Quaker Vanilla Life Cereal in Vanilla Yogurt

Dunkaroos!

Sorry for the overexcitement, but I needed to appropriately punctuate the experience. Sure, Vanilla Life may not be flavorful enough for those with a youthful sweet tooth, and it may fizzle out in a few chews like a sad edible firecracker, but if you want some grown-up Dunkaroos for breakfast, this cereal is worth a try.

Now where’s my Nobel Peace Prize for being the first and last human to ever use “sad edible firecracker” and “grown-up Dunkaroos” in the same sentence?


 

The Bowl: Quaker Vanilla Life Cereal

The Breakdown: A pitiable “crunch” and a below average sweetness aren’t enough to keep this Nilla Wafer/waffle cone/Dunkaroos cereal from being above average in my book.

The Bottom Line: 7.5 Quaker quartz crystals (try saying that 7.5 times fast) out of 10

(Quick Nutrition Facts: 120 calories, 2 grams of fiber, 6 grams of sugar, and 3 grams of protein per 3/4 cup serving)

10 responses »

  1. I found this amazing vanilla life cereal at ALDI grocery store in January. I originally bought it for my 12 year old daughter.she wanted no parts of it- wouldn’t even try it….. So I ended up putting some in my yogurt for breakfast. Man oh man was I hooked. I went back to the store a week later and bought two more boxes! Now let me say that I have never bin a life cereal eater, but my husband and that same daughter would eat the original life cereal every day, neither one of them wanted to try the new flavor?! So great I thought more for me 😊 after buying 6 boxes within a month no more vanilla life cereal at ALDI’s or anywhere else. I just now did a Google search for it and I find that it is no more….. In Virginia anyways…. It seams that North Carolina has it and Amazon sells it for a whopping $14 bucks. What the heck man? Now I am just soooo sad 😢

  2. I did not in this lifetime expect a cereal could come close to the flavor of the original Life, but after eating Vanilla Life, I stand corrected. It tastes like a Homemade Christmas cookie on Christmas Eve to my delight. Don’t ever stop making this delectable delight!!!

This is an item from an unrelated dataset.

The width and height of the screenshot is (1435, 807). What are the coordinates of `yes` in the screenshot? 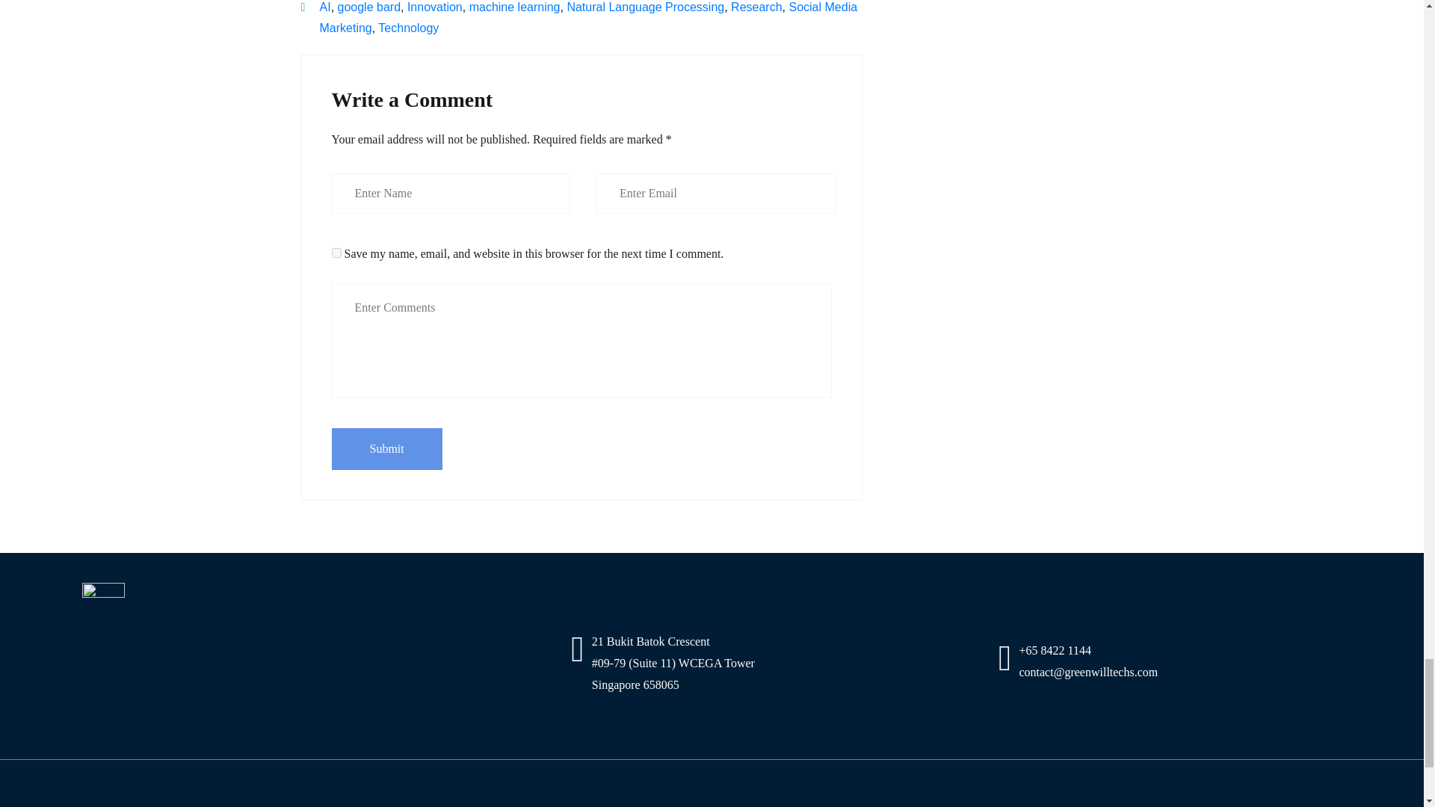 It's located at (336, 253).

  3. I like Life, Cinamon Life, on occasion Maple brown sugar but I’m over the vanilla Life after only one bowl. The bag is sealed tightly, box back on the shelf. I will brave up and try it again someday in a week or three or four…. My prediction is Vanilla Life will not become a permanent fixture even if creative cookie bakers finds use for it in a Yuletide snack.

  4. Thanks for the alert of this one. Blew me away.
    Best new cereal in years.

    Probably just me but it’s like best kettle corn in a better form.
    Two boxes down in blink of an eye

    • I could totally see the comparison between this and kettle corn. Based on the number of references I made to other food in my review, the flavor of this cereal sure rings a lot of cognitive bells.

  5. Man oh man, Dunkaroos. I LOVE(ed) dunkaroos! I think I need to try this, just because I generally enjoy the way Life turns mushy and soggy. It’s really one of the only lower sugar cereals I handle well 🙂

    Where did you find it? I do miss the honey graham flavor, though.